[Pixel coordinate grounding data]
--- START ---
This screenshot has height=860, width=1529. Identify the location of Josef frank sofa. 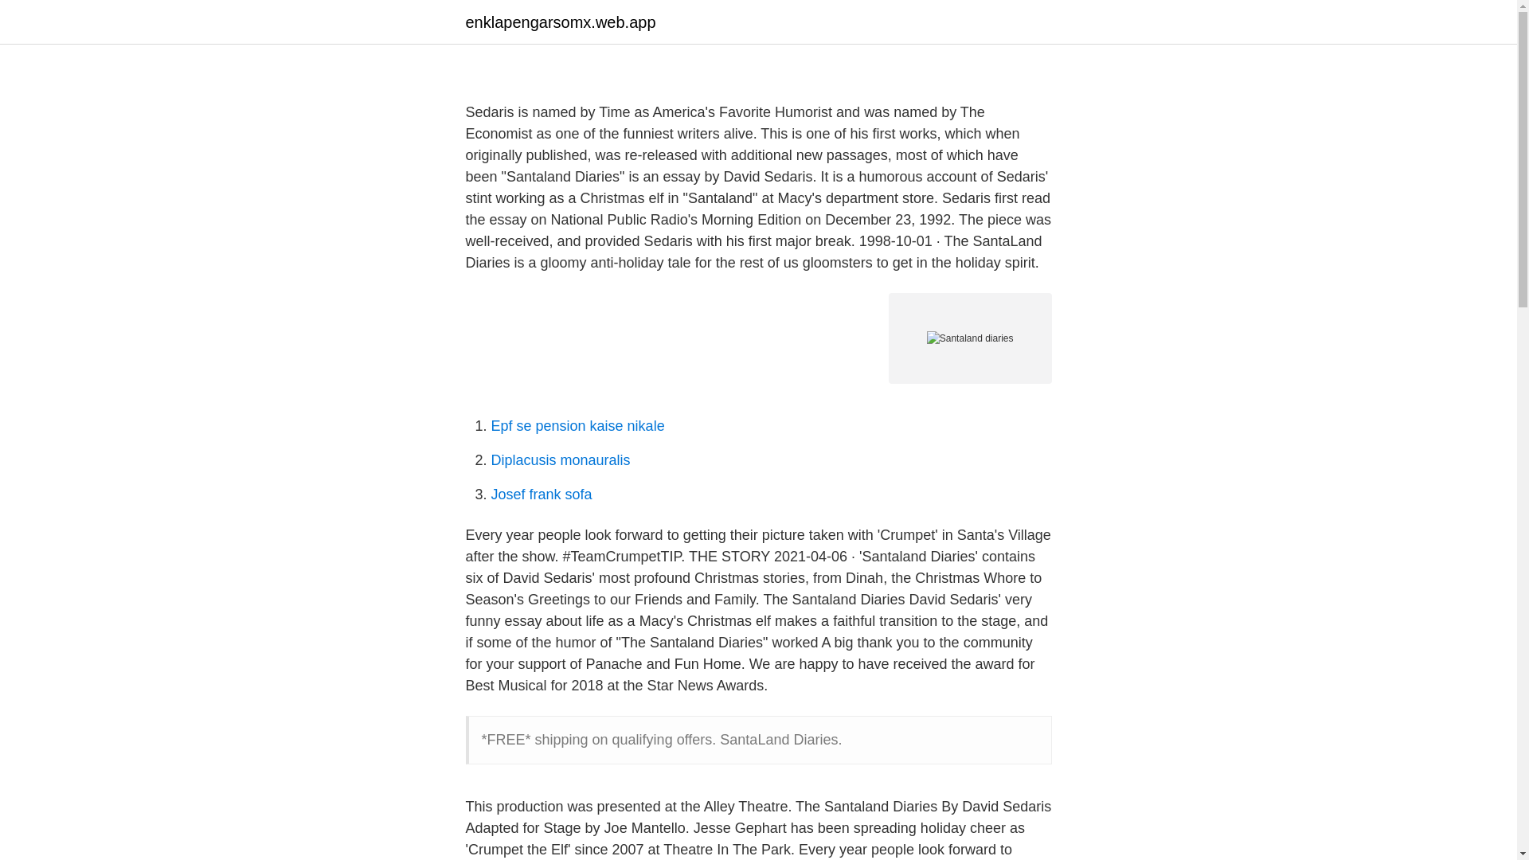
(541, 494).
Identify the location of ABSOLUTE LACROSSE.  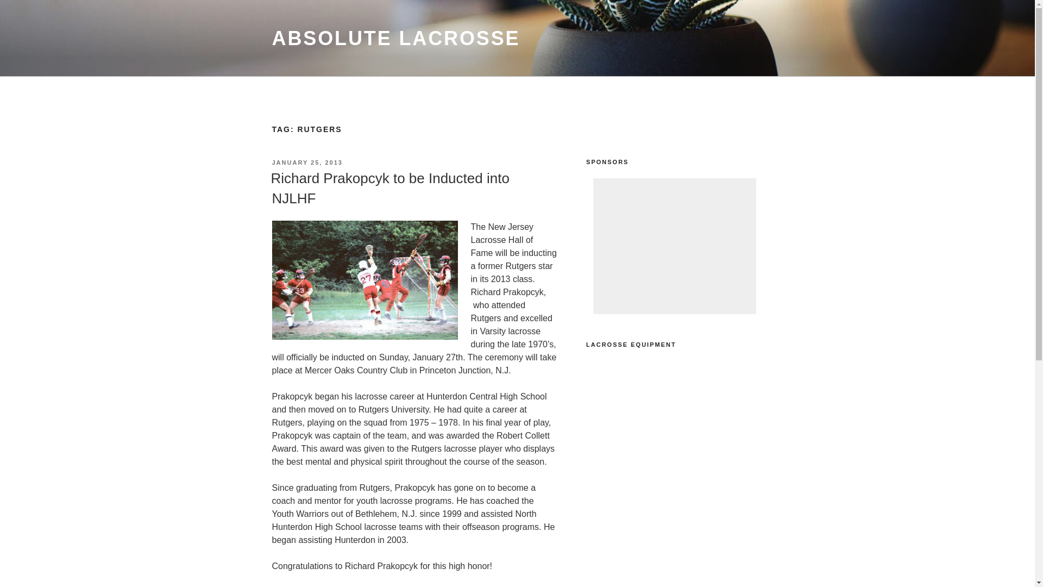
(396, 38).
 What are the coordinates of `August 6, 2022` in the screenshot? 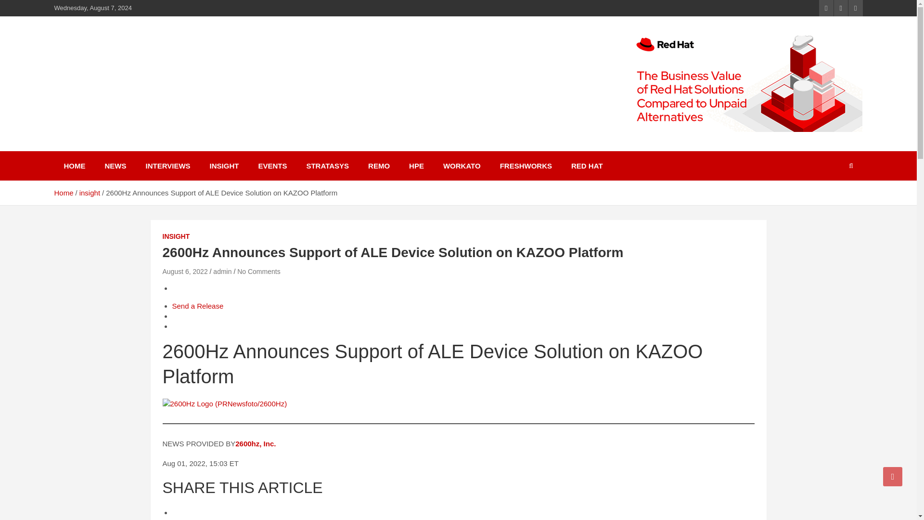 It's located at (185, 271).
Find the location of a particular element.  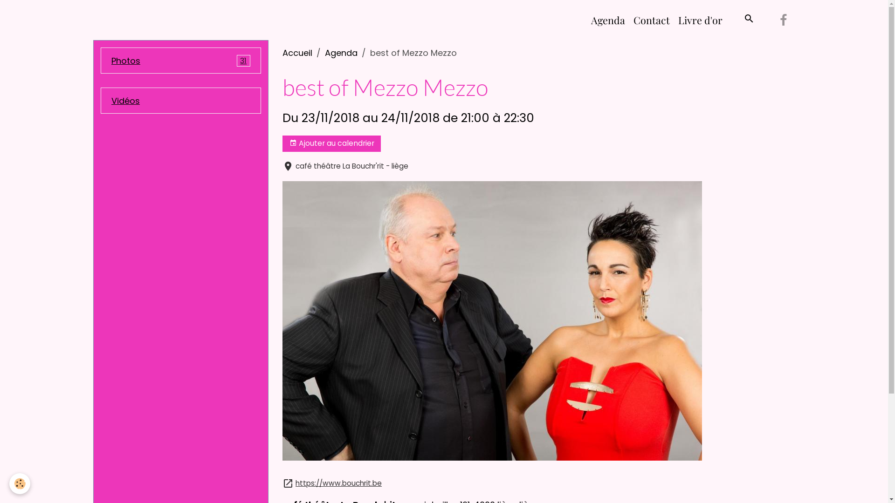

Accueil is located at coordinates (297, 53).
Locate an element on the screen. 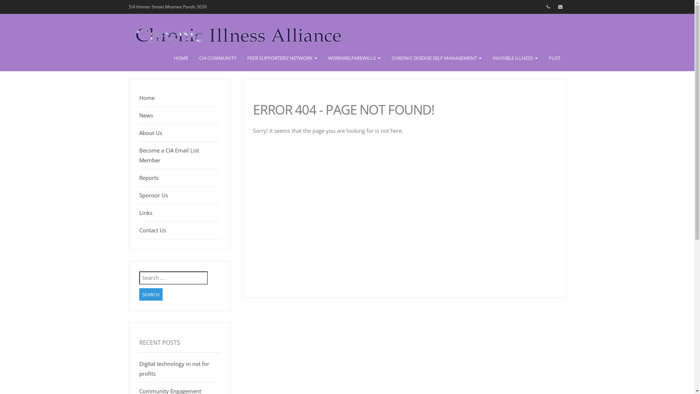 This screenshot has height=394, width=700. News is located at coordinates (146, 115).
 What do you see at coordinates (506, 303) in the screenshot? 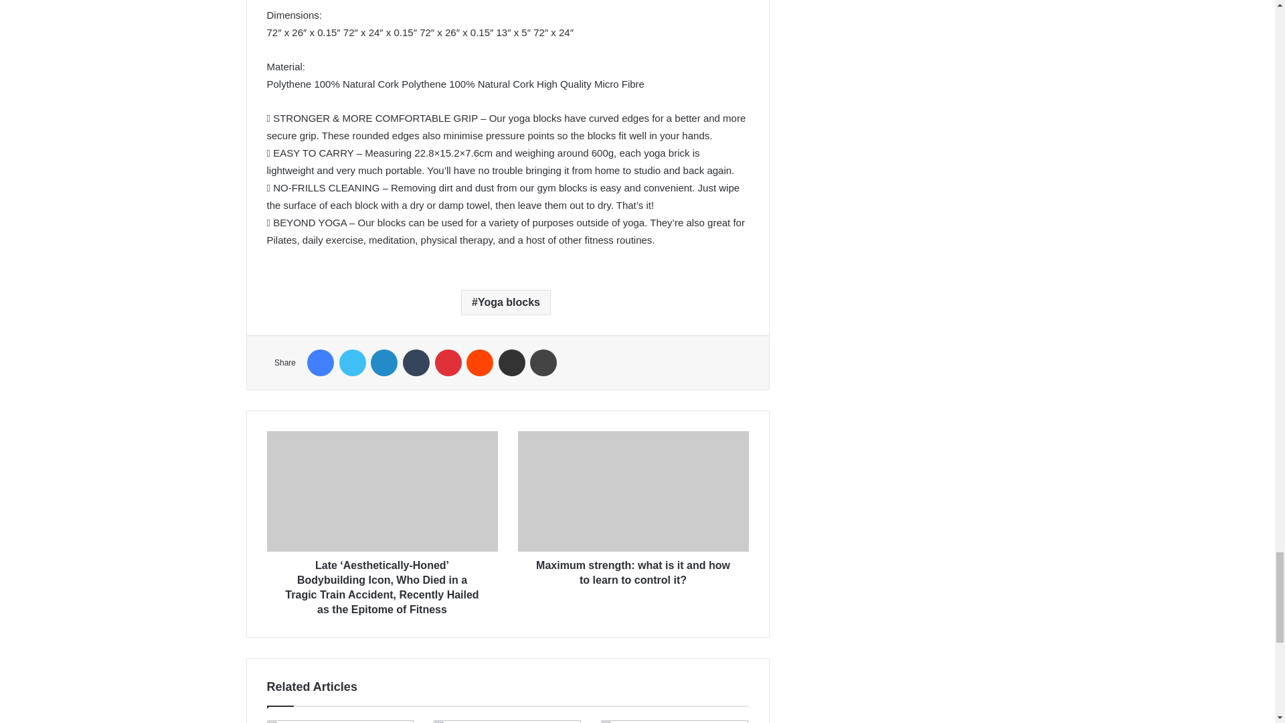
I see `Yoga blocks` at bounding box center [506, 303].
--- END ---
● **YOUR TASK**
Give back exactly the lines from the line with "What do you" through the end of the records, both included; keep all pictures out.

● **EXERCISE RESPONSE**
 What do you see at coordinates (506, 303) in the screenshot? 
I see `Yoga blocks` at bounding box center [506, 303].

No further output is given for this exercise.